* Move all helpers into src/helpers
* Move curve helpers to their own file
* DOM helpers moved to their own file
* Update migration docs
* Remove migration docs on new functions
In order to be compatible with any CSP, we need to prevent the automatic creation of the DOM 'style' element and offer our CSS as a separate file that can be manually loaded (`Chart.js` or `Chart.min.js`). Users can now opt-out the style injection using `Chart.platform.disableCSSInjection = true` (note that the style sheet is now injected on the first chart creation).
To prevent duplicating and maintaining the same CSS code at different places, move all these rules in `platform.dom.css` and write a minimal rollup plugin to inject that style as string in `platform.dom.js`. Additionally, this plugin extract the imported style in `./dist/Chart.js` and `./dist/Chart.min.js`.
If the container size shrank during chart resize, let's assume scrollbar appeared. So we resize again with the scrollbar visible effectively making chart smaller and the scrollbar hidden again. Because we are inside `throttled`, and currently `ticking`, scroll events are ignored during this whole 2 resize process. If we assumed wrong and something else happened, we are resizing twice in a frame (potential performance issue)
Chrome specific issue that happens when destroying a chart and re-creating it immediately (same animation frame?). The CSS animation used to detect when the canvas become visible is not re-evaluated, breaking responsiveness. Accessing the `offsetParent` property will force a reflow and re-evaluate the CSS animation.
If `window` or `document` are `undefined`, a minimal platform implementation is used instead, which one only returns a context2d read from the given canvas/context.
Allow to create a chart on a canvas not yet attached to the DOM (detection based on CSS animations described in https://davidwalsh.name/detect-node-insertion). The resize element (IFRAME) is added only when the canvas receives a parent or when `style.display` changes from `none`. This change also allows to re-parent the canvas under a different node (the resizer element following). This is a preliminary work for the DIV based resizer.
Properly export helpers and remove dependencies to `Chart.helpers`. Helpers can now be accessed from `src/helpers/index.js` (`var helpers = require('path/to/helpers/index')`, instead of `var helpers = Chart.helpers`).
Deprecate `addEvent` and `removeEvent`, and move implementation in `platform.dom.js`. Add 'options' feature detection to register event listeners as passive and prevent warning in Chrome.
Move some of the "core" and "canvas" utils in `helpers.core.js` and `helpers.canvas.js` and introduce the new `isNullOrUndef` and `isObject` helpers. Deprecate `indexOf` and rename `drawRoundedRectangle` to `roundedRect` which now creates a simple `rect` path if radius is 0. Write missing unit tests for the moved helpers.

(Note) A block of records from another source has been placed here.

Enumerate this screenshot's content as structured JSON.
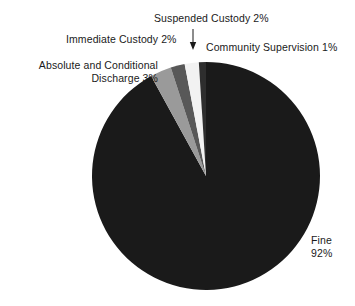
{
  "chart_data": {
    "type": "pie",
    "title": "",
    "subtitle": "",
    "xlabel": "",
    "ylabel": "",
    "legend_position": "none",
    "grid": false,
    "units": "percent",
    "categories": [
      "Fine",
      "Absolute and Conditional Discharge",
      "Immediate Custody",
      "Suspended Custody",
      "Community Supervision"
    ],
    "values": [
      92,
      3,
      2,
      2,
      1
    ],
    "colors": [
      "#1a1a1a",
      "#9a9a9a",
      "#585858",
      "#f2f2f2",
      "#2e2e2e"
    ],
    "slices": [
      {
        "name": "Fine",
        "value": 92,
        "value_label": "92%",
        "color": "#1a1a1a",
        "start_angle": 0,
        "end_angle": 331.2
      },
      {
        "name": "Absolute and Conditional Discharge",
        "value": 3,
        "value_label": "3%",
        "color": "#9a9a9a",
        "start_angle": 331.2,
        "end_angle": 342.0
      },
      {
        "name": "Immediate Custody",
        "value": 2,
        "value_label": "2%",
        "color": "#585858",
        "start_angle": 342.0,
        "end_angle": 349.2
      },
      {
        "name": "Suspended Custody",
        "value": 2,
        "value_label": "2%",
        "color": "#f2f2f2",
        "start_angle": 349.2,
        "end_angle": 356.4
      },
      {
        "name": "Community Supervision",
        "value": 1,
        "value_label": "1%",
        "color": "#2e2e2e",
        "start_angle": 356.4,
        "end_angle": 360.0
      }
    ]
  },
  "labels": {
    "suspended_custody": "Suspended Custody 2%",
    "immediate_custody": "Immediate Custody 2%",
    "community_supervision": "Community Supervision 1%",
    "absolute_discharge_line1": "Absolute and Conditional",
    "absolute_discharge_line2": "Discharge 3%",
    "fine_line1": "Fine",
    "fine_line2": "92%"
  },
  "annotations": {
    "suspended_arrow": "down-arrow-icon"
  }
}
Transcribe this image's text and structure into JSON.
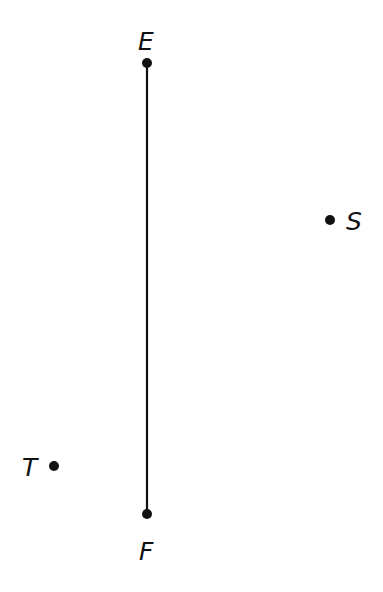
{
  "diagram": {
    "type": "geometry",
    "segments": [
      {
        "from": "E",
        "to": "F",
        "color": "#111111",
        "width": 2.2
      }
    ],
    "points": [
      {
        "name": "E",
        "x": 147,
        "y": 63,
        "label": "E",
        "label_x": 138,
        "label_y": 50
      },
      {
        "name": "F",
        "x": 147,
        "y": 514,
        "label": "F",
        "label_x": 139,
        "label_y": 560
      },
      {
        "name": "S",
        "x": 330,
        "y": 220,
        "label": "S",
        "label_x": 346,
        "label_y": 230
      },
      {
        "name": "T",
        "x": 54,
        "y": 466,
        "label": "T",
        "label_x": 22,
        "label_y": 476
      }
    ],
    "point_radius": 5,
    "color": "#111111"
  }
}
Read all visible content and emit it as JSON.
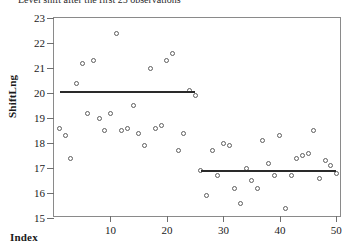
{
  "chart_data": {
    "type": "scatter",
    "title": "Level shift after the first 25 observations",
    "xlabel": "Index",
    "ylabel": "ShiftLng",
    "xlim": [
      0,
      51
    ],
    "ylim": [
      15,
      23
    ],
    "grid": false,
    "legend": null,
    "xticks": [
      10,
      20,
      30,
      40,
      50
    ],
    "yticks": [
      15,
      16,
      17,
      18,
      19,
      20,
      21,
      22,
      23
    ],
    "marker": "open-circle",
    "x": [
      1,
      2,
      3,
      4,
      5,
      6,
      7,
      8,
      9,
      10,
      11,
      12,
      13,
      14,
      15,
      16,
      17,
      18,
      19,
      20,
      21,
      22,
      23,
      24,
      25,
      26,
      27,
      28,
      29,
      30,
      31,
      32,
      33,
      34,
      35,
      36,
      37,
      38,
      39,
      40,
      41,
      42,
      43,
      44,
      45,
      46,
      47,
      48,
      49,
      50
    ],
    "values": [
      18.6,
      18.3,
      17.4,
      20.4,
      21.2,
      19.2,
      21.3,
      19.0,
      18.5,
      19.2,
      22.4,
      18.5,
      18.6,
      19.5,
      18.4,
      17.9,
      21.0,
      18.6,
      18.7,
      21.3,
      21.6,
      17.7,
      18.4,
      20.1,
      19.9,
      16.9,
      15.9,
      17.7,
      16.7,
      18.0,
      17.9,
      16.2,
      15.6,
      17.0,
      16.5,
      16.2,
      18.1,
      17.2,
      16.7,
      18.3,
      15.4,
      16.7,
      17.4,
      17.5,
      17.6,
      18.5,
      16.6,
      17.3,
      17.1,
      16.8
    ],
    "annotations": [
      {
        "type": "mean-line",
        "label": "segment-1-mean",
        "x_start": 1,
        "x_end": 25,
        "y": 20.05
      },
      {
        "type": "mean-line",
        "label": "segment-2-mean",
        "x_start": 26,
        "x_end": 50,
        "y": 16.9
      }
    ]
  }
}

`instanceof HTMLCanvasElement/CanvasRenderingContext2D` fails when the item is inside an iframe or when running in a protected environment. We could guess the types from their toString() value but let's keep things flexible and assume it's a sufficient condition if the item has a context2D which has item as `canvas`.
Move base platform definition and logic in src/platform/platform.js and simplify the browser -> Chart.js event mapping by listing only different naming then fallback to the native type.
Replace `createEvent` by `add/removeEventListener` methods which dispatch Chart.js IEvent objects instead of native events. Move `add/removeResizeListener` implementation into the DOM platform which is now accessible via `platform.add/removeEventListener(chart, 'resize', listener)`.
Finally, remove `bindEvent` and `unbindEvent` from the helpers since the implementation is specific to the chart controller (and should be private).
Refactoring to put browser specific code in a new class, BrowserPlatform.
BrowserPlatform implements IPlatform. Chart.Platform is the constructor for the platform object that is attached to the chart instance.
Plugins are notified about the event using the `onEvent` call. The legend plugin was converted to use onEvent instead of the older private `handleEvent` method.